I have two new young Somali brothers in my class, and after class today one of them came up to me and said "You're a good teacher. I've never seen a teacher like you before!"

Uhh, thanks?

At least he preceded it with a compliment.

20 March 2012

i've never liked middle schoolers, but this one's pretty cool

I tutor the same sixth-grade girl every Tuesday night for two hours. I need to make up a name for her, so you'll feel like you know her. Let's call her Hinda. Hinda is smart (tonight for a challenge problem I taught her some simple geometry and algebra), really little (which I think makes her seem even smarter, because I forget she's in sixth grade), gentle, imaginative, remarkably free of pretense (hopefully she won't lose that quality as she becomes a teenage girl), and always entertaining. Here's something she said tonight that I really enjoyed:

Hinda: I like chocolate milk, but now I'm against it.
Me: Why?
Hinda: I'm trying something new.

01 March 2012

privilege

A friend asked me tonight where I'd been over the weekend. I explained that I had had two work conferences back to back, one in Portland and one in Pittsburgh. "Pittsburgh?" he exclaimed incredulously and a bit enviously. "I've never been out of the state."

What?

How can that be?

How can the world be that disproportionate?

How is it possible that someone the exact same age as me could have never had the opportunity in his whole life to travel outside Washington state, while I have enjoyed thirty-three states and nine countries and assumed that to be a normal part of life? Doesn't everyone's parents take them to the Grand Canyon? Doesn't everyone drive with ten of their best friends to Florida for spring break? Doesn't everyone attend a private college and study abroad in Oxford? Doesn't everyone work for an organization that pays for them to travel to conferences in Pittsburgh and Portland?

I have never felt in quite this way how much my life is characterized by wealth and privilege. Yesterday another friend mentioned nonchalantly the insults that had been hurled at her at a bar over the weekend because of her skin color.

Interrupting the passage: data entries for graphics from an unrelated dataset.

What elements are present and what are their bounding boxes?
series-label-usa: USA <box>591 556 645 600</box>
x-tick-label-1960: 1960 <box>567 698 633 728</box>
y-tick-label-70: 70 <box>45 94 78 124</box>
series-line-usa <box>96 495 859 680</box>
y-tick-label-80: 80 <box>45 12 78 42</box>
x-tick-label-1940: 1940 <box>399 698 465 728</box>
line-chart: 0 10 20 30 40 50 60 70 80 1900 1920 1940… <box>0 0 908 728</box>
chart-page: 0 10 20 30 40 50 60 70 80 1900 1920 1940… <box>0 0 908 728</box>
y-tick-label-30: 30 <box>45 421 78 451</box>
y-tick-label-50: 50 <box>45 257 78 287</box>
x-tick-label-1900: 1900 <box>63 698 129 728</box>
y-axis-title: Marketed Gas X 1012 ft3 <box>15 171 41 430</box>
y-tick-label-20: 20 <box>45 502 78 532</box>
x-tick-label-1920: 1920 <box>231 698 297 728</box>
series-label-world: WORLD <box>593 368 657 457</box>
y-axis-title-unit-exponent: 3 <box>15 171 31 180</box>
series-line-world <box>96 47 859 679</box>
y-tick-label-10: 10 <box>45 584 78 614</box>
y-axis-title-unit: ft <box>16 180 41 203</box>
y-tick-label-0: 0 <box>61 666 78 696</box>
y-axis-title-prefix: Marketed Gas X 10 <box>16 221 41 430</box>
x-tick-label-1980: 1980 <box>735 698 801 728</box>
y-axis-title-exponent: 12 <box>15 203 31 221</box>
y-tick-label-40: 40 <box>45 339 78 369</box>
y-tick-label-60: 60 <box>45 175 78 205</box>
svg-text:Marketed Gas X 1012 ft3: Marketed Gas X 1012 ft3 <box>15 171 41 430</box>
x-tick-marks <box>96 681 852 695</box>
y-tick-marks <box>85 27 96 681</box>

I was shocked that she thought nothing of it; it's a normal part of life for her. My race has only ever smoothed the way before me. I have been given, for no merit of my own, opportunities, experiences, and education that other people only dream of. I am beginning to understand that if my life is ever "successful", it will be 5% because of me and 95% because of my social class, family, background, education, race, nationality, wealth, and support networks.

It's humbling and a little bit scary to see my privilege. I wonder what things I might be blind to because of it.